The context matters: Mother's Day created urgency, and limited inventory created scarcity. Those factors contributed. What they do not explain is the difference between 35 tubers in a normal week and 490 in a weekend — especially with Heather not present for most of it.
The other result worth noting: Codex's first response to a new customer named Karen, who mentioned it was her first dahlia garden, included "We're so excited our dahlias will be in your very first dahlia garden. Please send us an image when it's ready." Karen placed a second order. Heather said she would not have said that herself. The agent did.
Read the full breakdown of the dahlia weekend test — including what Codex did every five minutes and how the goal feature works mechanically.
Readiness: Where Most Business Owners Actually Start
I scored 100/100 on isitagentready.com. That score came after months of work and ongoing iteration. It is not where I started.
During the live session, audience members ran their own sites. Live scores: 17, 0, 25. These are not beginners. These are established business owners with real track records, existing client bases, and offers that work. They are invisible to the agent economy right now — not because their businesses are weak, but because their websites were built for human visitors, and the agents humans are deploying to research vendors cannot crawl them properly.
A score of 0 does not mean the business does not exist.
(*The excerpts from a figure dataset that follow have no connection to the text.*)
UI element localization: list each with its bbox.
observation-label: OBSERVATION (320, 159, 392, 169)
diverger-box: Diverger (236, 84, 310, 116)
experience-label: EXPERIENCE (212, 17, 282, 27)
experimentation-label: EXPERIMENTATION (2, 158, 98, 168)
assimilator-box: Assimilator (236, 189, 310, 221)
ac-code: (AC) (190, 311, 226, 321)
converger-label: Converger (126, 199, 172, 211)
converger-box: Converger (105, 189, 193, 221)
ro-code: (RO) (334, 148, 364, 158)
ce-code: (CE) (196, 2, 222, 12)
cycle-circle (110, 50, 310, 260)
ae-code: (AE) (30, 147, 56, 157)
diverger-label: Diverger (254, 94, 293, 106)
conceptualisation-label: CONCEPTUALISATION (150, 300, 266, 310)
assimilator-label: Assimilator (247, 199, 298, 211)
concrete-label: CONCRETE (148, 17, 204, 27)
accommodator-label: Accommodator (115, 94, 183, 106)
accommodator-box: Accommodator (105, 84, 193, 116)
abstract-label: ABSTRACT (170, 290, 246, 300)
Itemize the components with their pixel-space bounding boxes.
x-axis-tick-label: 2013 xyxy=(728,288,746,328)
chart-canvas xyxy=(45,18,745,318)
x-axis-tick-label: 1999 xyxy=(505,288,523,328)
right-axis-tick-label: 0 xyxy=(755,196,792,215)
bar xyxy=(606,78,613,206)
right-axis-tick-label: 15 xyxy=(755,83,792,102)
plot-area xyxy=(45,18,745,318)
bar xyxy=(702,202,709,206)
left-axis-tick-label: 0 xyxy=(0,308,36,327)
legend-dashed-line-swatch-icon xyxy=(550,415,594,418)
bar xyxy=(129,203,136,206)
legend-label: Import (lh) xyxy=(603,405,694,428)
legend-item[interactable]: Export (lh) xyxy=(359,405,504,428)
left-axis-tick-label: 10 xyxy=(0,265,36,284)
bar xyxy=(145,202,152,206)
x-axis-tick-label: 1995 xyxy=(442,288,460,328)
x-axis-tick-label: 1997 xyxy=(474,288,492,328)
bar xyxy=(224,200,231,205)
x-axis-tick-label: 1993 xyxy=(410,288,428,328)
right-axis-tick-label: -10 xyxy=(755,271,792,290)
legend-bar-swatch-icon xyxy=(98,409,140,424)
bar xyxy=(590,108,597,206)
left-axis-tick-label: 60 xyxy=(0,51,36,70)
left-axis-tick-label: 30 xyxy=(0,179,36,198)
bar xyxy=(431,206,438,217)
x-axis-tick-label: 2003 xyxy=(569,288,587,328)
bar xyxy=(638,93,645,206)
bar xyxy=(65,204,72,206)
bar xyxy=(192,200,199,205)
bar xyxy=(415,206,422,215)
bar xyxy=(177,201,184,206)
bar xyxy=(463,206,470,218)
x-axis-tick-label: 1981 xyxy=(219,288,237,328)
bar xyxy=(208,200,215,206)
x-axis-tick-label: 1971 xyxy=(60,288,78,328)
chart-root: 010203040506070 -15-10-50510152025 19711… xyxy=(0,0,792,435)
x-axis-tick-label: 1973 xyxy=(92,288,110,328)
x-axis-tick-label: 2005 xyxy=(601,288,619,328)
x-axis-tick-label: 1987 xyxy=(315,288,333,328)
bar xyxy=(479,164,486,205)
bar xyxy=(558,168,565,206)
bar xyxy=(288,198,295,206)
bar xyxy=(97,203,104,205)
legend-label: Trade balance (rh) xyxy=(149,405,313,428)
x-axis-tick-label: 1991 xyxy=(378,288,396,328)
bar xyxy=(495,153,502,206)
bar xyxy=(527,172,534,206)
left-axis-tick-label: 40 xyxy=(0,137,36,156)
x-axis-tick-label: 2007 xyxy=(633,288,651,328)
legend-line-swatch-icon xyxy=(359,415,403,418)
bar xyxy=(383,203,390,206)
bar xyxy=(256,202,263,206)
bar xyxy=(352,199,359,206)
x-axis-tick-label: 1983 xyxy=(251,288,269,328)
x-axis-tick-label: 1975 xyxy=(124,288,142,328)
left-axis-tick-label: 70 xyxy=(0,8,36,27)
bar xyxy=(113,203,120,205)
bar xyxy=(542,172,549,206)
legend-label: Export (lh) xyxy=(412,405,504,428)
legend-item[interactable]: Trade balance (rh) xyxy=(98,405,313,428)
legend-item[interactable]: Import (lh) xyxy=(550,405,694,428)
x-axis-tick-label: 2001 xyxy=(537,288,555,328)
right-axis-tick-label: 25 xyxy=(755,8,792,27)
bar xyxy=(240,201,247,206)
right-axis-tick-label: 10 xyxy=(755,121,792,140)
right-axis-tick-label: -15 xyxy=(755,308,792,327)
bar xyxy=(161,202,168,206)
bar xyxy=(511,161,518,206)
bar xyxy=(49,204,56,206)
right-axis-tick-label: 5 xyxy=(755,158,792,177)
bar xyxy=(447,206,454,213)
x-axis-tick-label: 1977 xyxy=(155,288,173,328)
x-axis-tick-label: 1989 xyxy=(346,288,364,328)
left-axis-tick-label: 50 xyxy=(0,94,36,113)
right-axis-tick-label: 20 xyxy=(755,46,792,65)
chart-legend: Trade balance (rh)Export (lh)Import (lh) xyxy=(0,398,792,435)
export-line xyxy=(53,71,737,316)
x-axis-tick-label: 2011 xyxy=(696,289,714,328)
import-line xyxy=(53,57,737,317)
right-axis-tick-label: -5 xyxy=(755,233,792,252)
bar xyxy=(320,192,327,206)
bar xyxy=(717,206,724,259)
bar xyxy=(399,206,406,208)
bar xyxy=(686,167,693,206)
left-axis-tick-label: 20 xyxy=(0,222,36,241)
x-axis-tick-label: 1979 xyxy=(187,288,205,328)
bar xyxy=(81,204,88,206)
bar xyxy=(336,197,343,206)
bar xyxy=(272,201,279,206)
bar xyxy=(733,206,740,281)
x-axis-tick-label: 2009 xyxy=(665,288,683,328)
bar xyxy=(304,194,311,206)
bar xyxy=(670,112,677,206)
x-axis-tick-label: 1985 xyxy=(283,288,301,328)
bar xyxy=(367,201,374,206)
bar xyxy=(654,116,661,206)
It means an AI agent searching on behalf of a potential client would pass that business over entirely — not out of judgment, but because the site is not readable to a non-human crawler.
Learn what an agent-readiness score actually measures and how to improve it.
What the Numbers Actually Prove
The argument for AI agents in an established business does not rest on any single number. It rests on the pattern across all of them.
Three minutes for a prospect proposal that would take a human an hour. Ninety minutes for a website rebuild that would take a developer three weeks. Fifteen minutes of setup for two hours of weekly time returned, permanently. Five dollars a month for enterprise-level infrastructure. Four hundred and ninety tubers sold in a weekend when thirty-five is a normal week.
These are not projections. They are results from a Mother's Day weekend, from a live demonstration, from a client engagement, from a session where audience members ran real tests on their real businesses in real time.
The HMP Consulting growth target of four new clients per month over six months — that is a goal, not a result yet. Heather asked Codex to return five concrete action steps toward a 10% revenue increase by end of May. It did. Whether that goal is met is a future number. What is already a number is that Heather's IT person Brian's role has effectively become agent manager. The job changed because the infrastructure changed.
The business owners who are not seeing numbers like this are, in most cases, still running the Google model: ask a question, receive an answer, go execute it yourself. That model produces adequate outputs. It does not produce 490 tubers.
The shift is in the command. Not "here's how to fix it" — "you fix it, tell me when it's complete."
For the complete framework, read the full guide.
Related reading:
- The Mental Model Shift: From Google to Agent
- Setting Up Environments Before Activating a Goal
- The Dahlia Weekend: Running the Goal Feature
- Why Codex Recommended GitHub + Cloudflare
- The Agent-Readiness Test: What Your Score Actually Means
This is Part 40 of a 43-part series. Start from the beginning.